August 16, 2005 at 2:53 am
We are developing a web based employee performance tracking application. A company that needs our services subscribes to us and we allow the company to use our portal for tracking the performance of its employees.
Lets say we have 10 companies as our customer. We have adotped the following approach
"We have a main DB for storing companies information. We create and store a single subscriber company details on new a DB and that new DB is enlisted in main DB. Similarly, for every new company we create an entire new DB. The schema (tables/ sps / views) of all the customer database are exactly same. They differ only by data. This approach was adopted mainly for performance."
Biggest problem with this approach is its resistability to changes.
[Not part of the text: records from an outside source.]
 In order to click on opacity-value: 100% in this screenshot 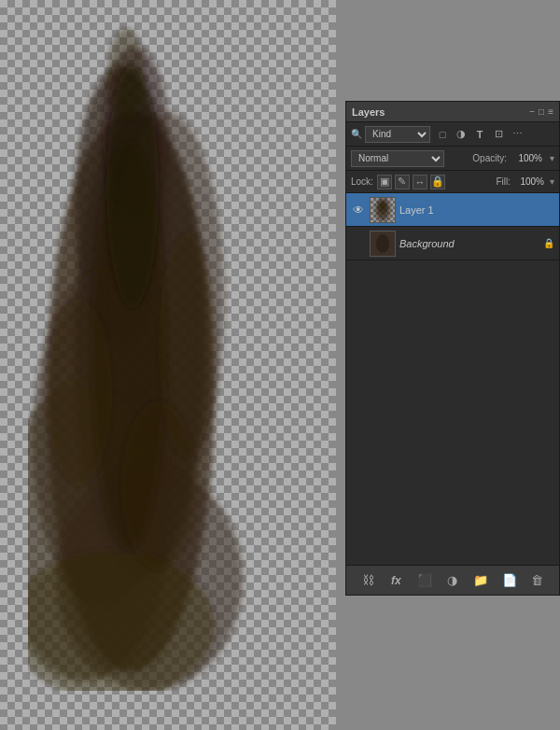, I will do `click(527, 159)`.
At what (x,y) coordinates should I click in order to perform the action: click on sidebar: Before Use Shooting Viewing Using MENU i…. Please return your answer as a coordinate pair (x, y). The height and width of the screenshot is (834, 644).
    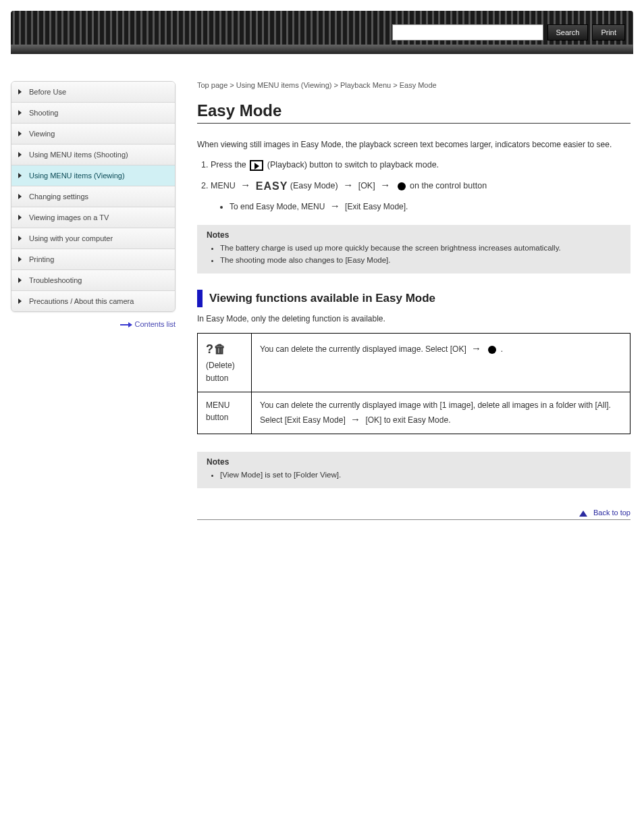
    Looking at the image, I should click on (93, 301).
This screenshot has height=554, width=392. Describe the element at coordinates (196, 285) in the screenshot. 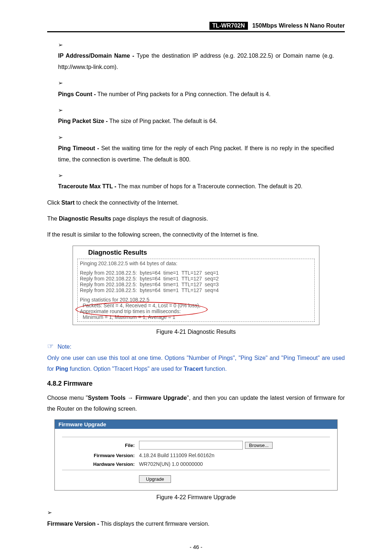

I see `diagnostic-results-figure: Diagnostic Results Pinging 202.108.22.5 …` at that location.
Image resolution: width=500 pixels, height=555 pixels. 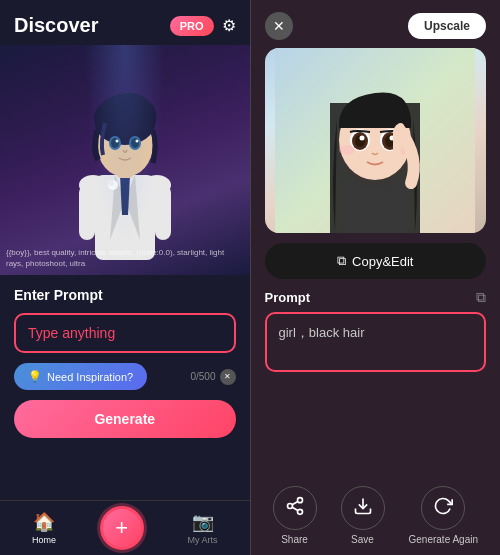 I want to click on share-button, so click(x=295, y=508).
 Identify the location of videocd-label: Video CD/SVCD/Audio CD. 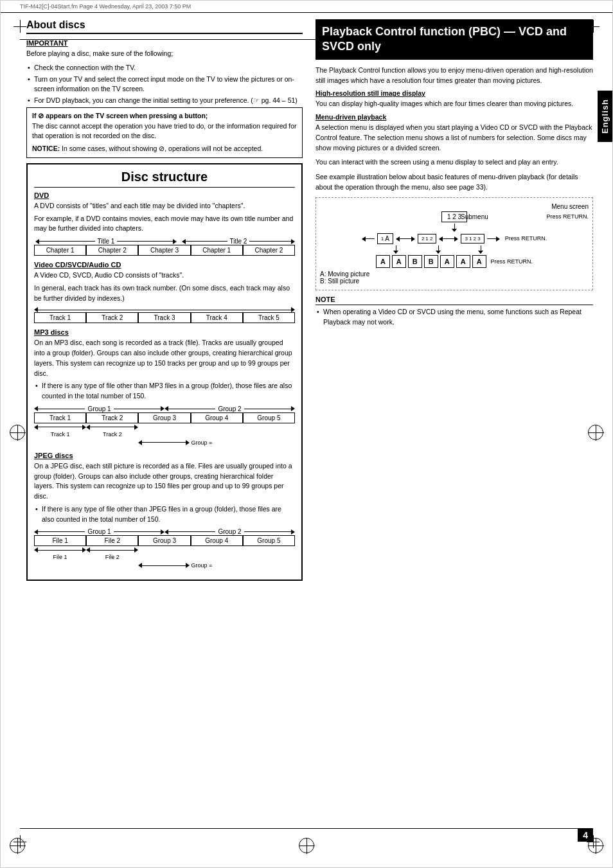
(164, 265).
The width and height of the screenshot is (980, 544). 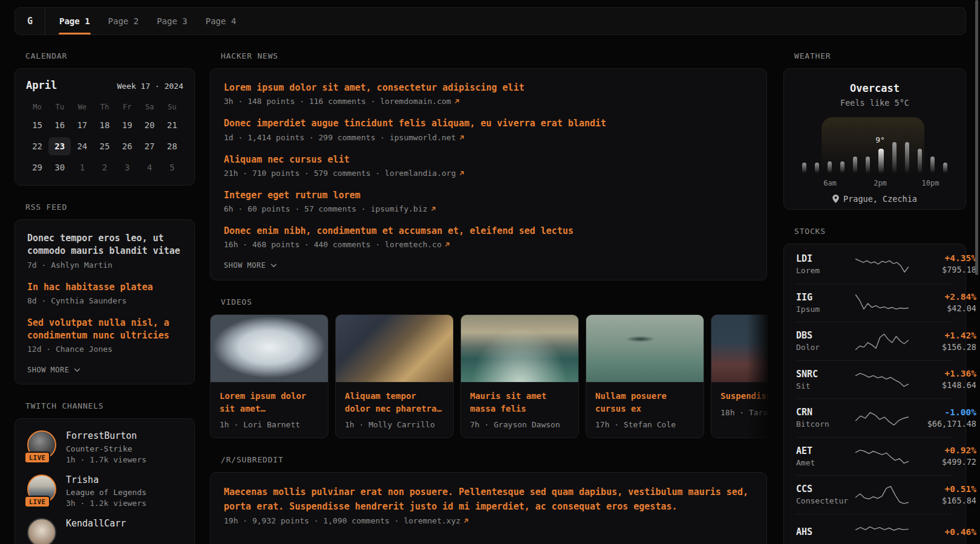 What do you see at coordinates (127, 167) in the screenshot?
I see `calendar-day-next-month: 3` at bounding box center [127, 167].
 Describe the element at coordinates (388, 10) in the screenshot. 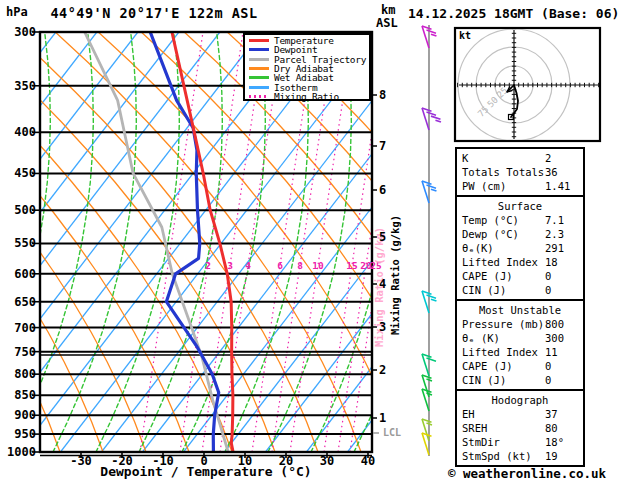

I see `altitude-axis-unit: km` at that location.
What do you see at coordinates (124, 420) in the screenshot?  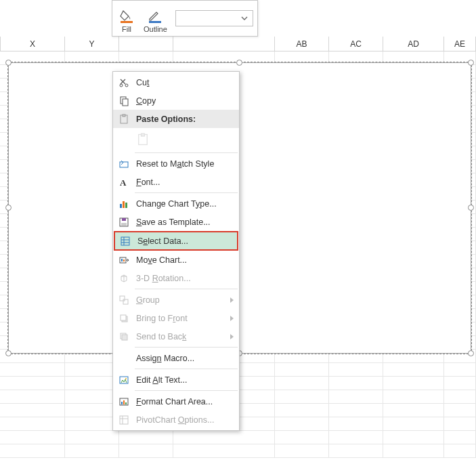 I see `pivot-options-icon` at bounding box center [124, 420].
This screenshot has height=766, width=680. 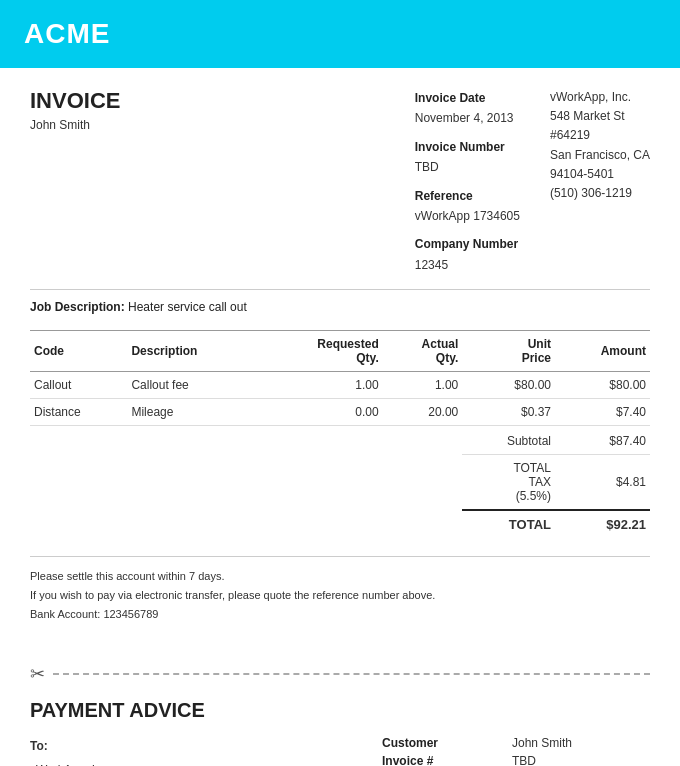 I want to click on table-row: Distance Mileage 0.00 20.00 $0.37 $7.40, so click(x=340, y=412).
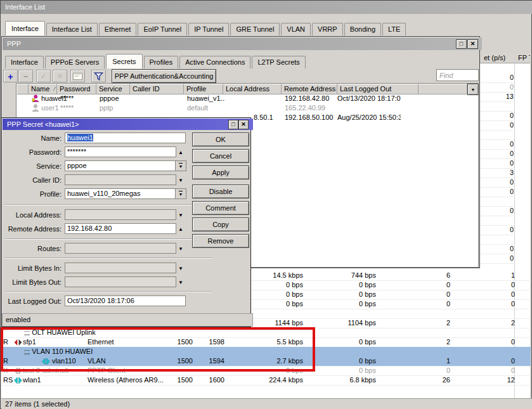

If i need to change an SP in one customer DB i've to mirror that change manually in all the other customer DBs.
Is it preferred approach for doing this? Another approach is use of federated databases but i'm even not too sure about that....
Is there any other alternative ??
Thanks in advance....
August 18, 2005 at 3:00 pm
It looks like your application may be a little more complex than you can explain in a post.
Hence it will be difficult for us to provide you with an answer.
It is good that you are asking questions.
Each solution has cost and benefit. And each way you go will add complexity to your application.
In my opinion it will be very challenging to implement tons of new databases. And you can partition your tables, across many disk drives without using federated database servers. But your transactions per minute threshold may be so that you are required to use federated servers. No way to answer this.